After studying photography and graphic design in Switzerland, Frank moved to New York in 1947. "I've never lived so much in a week here," he writes to his Swiss Jewish parents. shortly after his arrival. He quickly won commercial contracts for magazines such as Harper's Bazaar and befriends artists and poets, including Peter Orlovsky, Allen Ginsberg, Walker Evans, Jonas Mekas and Willem de Kooning. His first photography book, originally published in France as Americans (The Americans, 1958) would become a defining document of the post-war United States – a disjointed black-and-white dissertation whose depraved depictions of American culture, including its racial and class disparities, were opposed to conformism of the country. Despite a generally negative critical reception, the book has influenced countless photographers around the world, who have found a crude alternative to Henri Cartier-Bresson's famous "decisive moment". As Jack Kerouac wrote in his introduction often quoted for the American edition: "After seeing these images, you end up no longer knowing if a jukebox is sadder than a coffin. "

Shortly after publication Americans, Frank focused on cinema and codirecta his first feature film, Shoot my daisyWith the painter Alfred Leslie in 1959. Mekas, then Village Voice Critic and co-founder of 1960, along with Frank and other independent filmmakers, the New American Cinema Group – defended Frank's film as a film that indicated "new ways, new ways out of the frozen offensive and senility in the middle of our century, a new theme, a new sensibility.
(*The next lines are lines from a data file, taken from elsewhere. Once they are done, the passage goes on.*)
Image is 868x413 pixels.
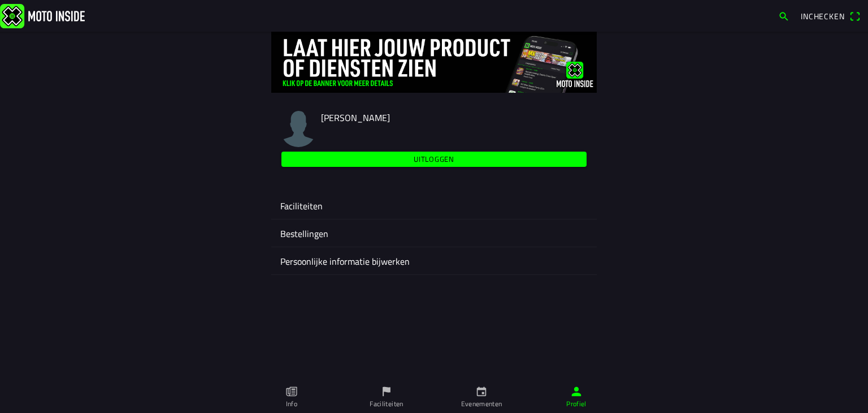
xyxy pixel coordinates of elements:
ion-icon: calendar [476,385,488,398]
ion-label: Faciliteiten [370,399,403,409]
img: 4Lg0uCZZgYSq9MW2zyHRs12dBiEH1AZVHKMOLPl0.jpg [272,32,597,93]
span: Inchecken [801,10,845,22]
ion-label: Faciliteiten [280,199,588,212]
a: Incheckenqr scanner [796,6,866,25]
ion-icon: paper [285,385,298,398]
ion-icon: person [570,385,583,398]
ion-label: Bestellingen [280,227,588,241]
ion-label: Persoonlijke informatie bijwerken [280,254,588,269]
ion-label: Profiel [566,399,587,409]
ion-label: Info [286,399,298,409]
ion-button: Uitloggen [282,152,587,167]
a: search [773,6,796,25]
ion-label: Evenementen [461,399,502,409]
span: [PERSON_NAME] [321,111,390,124]
ion-icon: flag [381,385,393,398]
img: moto-inside-avatar.png [280,111,317,147]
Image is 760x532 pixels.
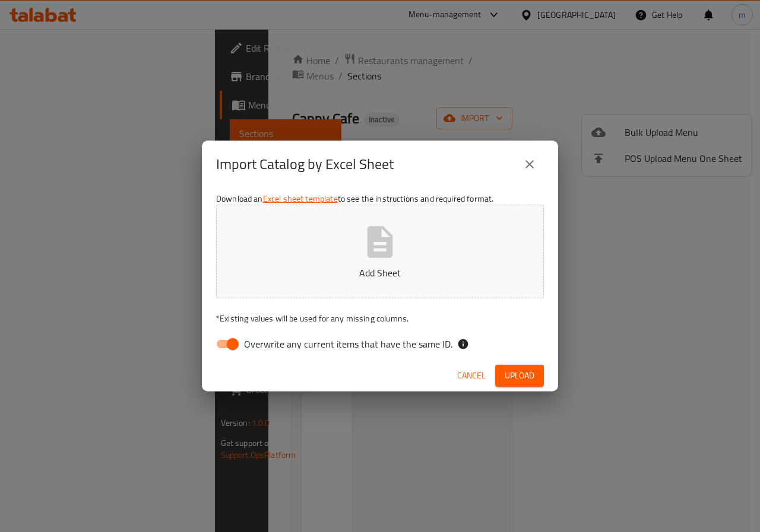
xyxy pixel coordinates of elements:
svg: If the overwrite option isn't selected, then the items that match an existing ID will be ignored ... [457,338,469,350]
h2: Import Catalog by Excel Sheet [216,155,393,173]
p: Add Sheet [235,266,525,280]
span: Overwrite any current items that have the same ID. [244,337,452,352]
p: Existing values will be used for any missing columns. [216,312,544,324]
button: close [516,150,544,178]
span: Cancel [457,368,486,383]
button: Add Sheet [216,205,544,299]
a: Excel sheet template [263,191,338,207]
button: Upload [495,365,544,387]
div: Download an to see the instructions and required format. [202,188,558,361]
span: Upload [505,368,534,383]
button: Cancel [452,365,490,387]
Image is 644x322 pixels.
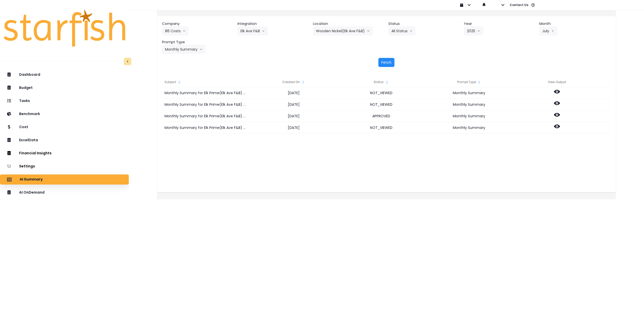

MacGill, a longtime friend, hinted that Frank would remember him for his work at the movies, rather than as a photographer.

J. Hoberman, in the April 2007 issue of Artforum, Wrote: "populated by bohemian personalities playing essentially between them, blurring the distinction between documentary and artifice, Shoot my daisy foreshadowed Frank's subsequent interests. The dialectic between staging and non-staging, as well as between celebrity and darkness, informs his impure reporting. . . as well as smaller, more personal, process-oriented films, many of which derived their integrity from the feeling that the filmmaker did not care what they were projected. "

In the documentary portrait of the artist, Israel Israel Do not blink – Robert Frank (2016), Frank was asked what makes a good picture. "Sharp, number one," said Frank. "Make sure they see the eyes, hopefully, the nose, smiling, say cheese. The essential: to finish quickly. Get people when they are not aware of the camera. Usually, the first image is the best.